Robbed off of Innocence
I was marooned in a glass room, suspended in the midst of nowhere and probably a place nestling away in my stupor, where the chilly air had enveloped my skin throughout and penetrated through my scalp and my fingers clasped tightly around the photo album I had found which narrated stories from days of blissful and innocent past. I was forlorn. I was trapped inside a giant globule of reminiscence of my childhood, where I had not known what was right and what was wrong and where each passing minute was filled with strolling by the parks or down the corridors in houses filled with tension or otherwise, with equanimous gait. I wanted it all back. I wished for a release out of this mortal sadness and happiness and drift away like the florets of a dandelion carrying with it nothing but innocence.
I seemed to like this grasp in my own prison where I found all but a quaint peace with the photo album in my hands. I flipped the pages and saw snippets of my childhood pass in front of my eyes. I wished deeply for had I understood what the reality meant at the time when I was blithe as a lark, I would’ve cherished the innocence that I was entitled to, but gave it away to pure malice as I grew and all that remained was tar. No preservations could have kept it for long. No compelling restrictions over its expiry would make any difference for it to disappear. All that remained is tar and my heart felt like a stone trying to force blood from its crevices and my breathing turned haggard because I was tired. I was tired of all the malice.

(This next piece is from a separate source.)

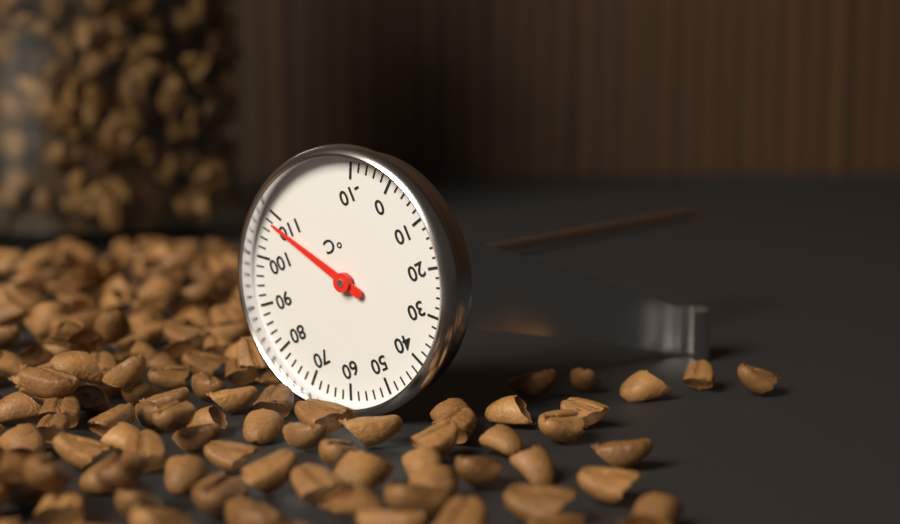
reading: 108 °C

The, suddenly something jolted me from my firm position, my body succumbed to the coldness fought the ague, I was shook hard and I stared aghast at the cracks forming before my eyes on the walls of the glass room. The photo album in my hand began disintegrating and I wailed aloud because I wanted to let go of everything along with it. My head hit the wall hard and as I held my head with my eyes shut tight and moaning with the throbbing pain, I opened my eyes finding myself in a room, where the walls were whitewashed and the table fan oscillated lazily, blowing wind on my face and on my grandmother, who sat next to me with a bemused expression, wondering what had happened to my head that I still held on to it so tight.
I woke up heaving a sigh of relief, because albeit the serenity the photo album had given me in the dream, I knew I had lost all the childlike perspective I once had and that had once made many grown men and women smile or grimace. I had to live up to my youth and make memories like no other, so I could look back and still know that I still had great amounts of innocence even yesterday and the day before and I never noticed it.
This is one of life’s greatest gifts to us. We make memories. We lose our precious qualities that we inherited from the unknown. We grow. We change. This change is an everlasting constant. All we can do now is look back and smile because we never missed out on anything great. The quality of innocence. The very existence of it that had embellished our bodies, we never missed out on experiencing that.
For that I am grateful.
For that was life’s greatest gift to me.